Paul
Goble
Staunton, October 17 – The Russian
Federation finds itself in a Zugswang,
a German term for a situation in which any move leads to a loss, according to
the editor of “Kulturolog.” And in its case, the situation is especially dire
because the country increasingly finds itself forced to choose between
disintegration and dictatorship.
In an article entitled “Between Wahhabis
and Storm Troopers” on the Ruskline.ru portal yesterday, Andrey Karpov says that
his conviction on that point has only grown and that if Russia continues to
develop as it is the range of choices will continue to narrow and there will be
no good choices left (ruskline.ru/news_rl/2013/10/16/mezhdu_vahhabitami_i_shturmovikami/).
Nowhere is this more true than with
regard to what Russians call “the nationality question.” One “wall” of this narrowing corridor
consists of migrant workers. It isn’t bad that they have come; it is tragic
that they have come so quickly and in such numbers that they cannot hope to be
assimilated or adapted.
But even “the presence of national
enclaves” would not be so bad for Russia if they were “formed by the cultural
nucleus of other nations.”
Unfortunately, Karpov argues, those who come are cut off from their own
national cultures in many cases, and once in Russia, they represent an
increasingly primitive and even “barbaric” stratum.
This
can be seen, he suggests, is the attitude of many migrants to Islam. They are most attracted to forms of that
world religion that “do not require any spiritual or intellectual efforts but
simply repeat the usual passions, in particular, a feeling of superiority of ‘the
true believers’ over ‘the unbelievers.’”
“As
a result,” the editor says, “we have not simply barbarism” but an aggressive
group of people who justify their anger by identifying with Wahhabism, “a
doctrine which legitimizes aggression.”
From
certain points of view, their behavior looks like “an attack by the periphery
on the metropolis, precisely like the one that led to the fall of Rome.” Indeed, Karpov says, “today Russia risks
repeating the fate of the Western Roman Empire” if it doesn’t address the
danger that this “barbarism” represents.
But
in dealing with that “wall” that is closing in on Russia, Russians “must not
forget about the other wall of this corridor,” a wall that is also rapidly
closing in on the country. It consists
of “domestic barbarism,” of those who argue that Russians must take up arms and
repress the threat they see arising from migrants.
This
wall is typically called “’’Russian’ nationalism,” Karpov continues, but there
is little or nothing genuinely “Russian” about it. Like a mirror image of the
migrants, those who call themselves Russian nationalists or are labeled such by
others lack a deep attachment to their nation and to its religion.
For
most of them, “Orthodoxy is understood superficially” and involves wearing a cross
at most. They have little understanding of
Russian history or its culture, and as a result, “the model of the behavior of
such ‘Russian’ nationalists is international,” a kind of intensified barbarism
which resembles “Hitlerite fascism.”
“Under
normal conditions,” Karpov says, such nationalism would not find support among
many Russians, but given the barbarism of the immigrants and “when neither the
authorities nor society can offer any other mechanisms to counter the threat of
losing everything – national identity, the country and even life itself, the
easiest solution becomes the most in demand.”
But
the rise of this kind of nationalism, however much it may justify itself by
reference to the behavior of the migrants, carries its own risks. If it
triumphs, then the immigrants will cease to be the dominant feature on Russian
streets. Instead and in many ways even more disturbingly, they will be pushed
aside by the march of “storm trooper.”
Unless
the country changes course, the editor argues, the choice between “the collapse
of the Russian metropolis or ‘a Russian dictatorship’ with each day is becoming
ever more inevitable.” Very little time
remains to find the move which will get Russia out of this Zugswang and the disasters it points to.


● **Problem statement**
Transcribe every entry exactly, leaving out any pictures.

Start of Provided records

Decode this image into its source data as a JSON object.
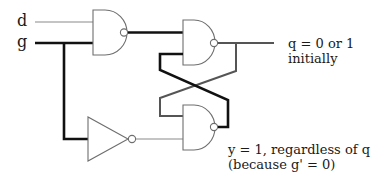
{
  "diagram": {
    "type": "gated D latch (NAND implementation)",
    "inputs": {
      "d_label": "d",
      "g_label": "g"
    },
    "annotations": {
      "q_line1": "q = 0 or 1",
      "q_line2": "initially",
      "y_line1": "y = 1, regardless of q",
      "y_line2": "(because g' = 0)"
    },
    "components": [
      {
        "id": "nand-input",
        "kind": "NAND",
        "inputs": [
          "d",
          "g"
        ]
      },
      {
        "id": "inverter",
        "kind": "NOT",
        "inputs": [
          "g"
        ]
      },
      {
        "id": "nand-q",
        "kind": "NAND",
        "output": "q"
      },
      {
        "id": "nand-y",
        "kind": "NAND",
        "output": "y"
      }
    ],
    "colors": {
      "active_wire": "#111111",
      "inactive_wire": "#8a8a8a",
      "mid_wire": "#555555",
      "gate_outline": "#6e6e6e",
      "text": "#1a1a1a"
    }
  }
}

End of Provided records

● **Task response**
Decode this image into its source data as a JSON object.
{
  "diagram": {
    "type": "gated D latch (NAND implementation)",
    "inputs": {
      "d_label": "d",
      "g_label": "g"
    },
    "annotations": {
      "q_line1": "q = 0 or 1",
      "q_line2": "initially",
      "y_line1": "y = 1, regardless of q",
      "y_line2": "(because g' = 0)"
    },
    "components": [
      {
        "id": "nand-input",
        "kind": "NAND",
        "inputs": [
          "d",
          "g"
        ]
      },
      {
        "id": "inverter",
        "kind": "NOT",
        "inputs": [
          "g"
        ]
      },
      {
        "id": "nand-q",
        "kind": "NAND",
        "output": "q"
      },
      {
        "id": "nand-y",
        "kind": "NAND",
        "output": "y"
      }
    ],
    "colors": {
      "active_wire": "#111111",
      "inactive_wire": "#8a8a8a",
      "mid_wire": "#555555",
      "gate_outline": "#6e6e6e",
      "text": "#1a1a1a"
    }
  }
}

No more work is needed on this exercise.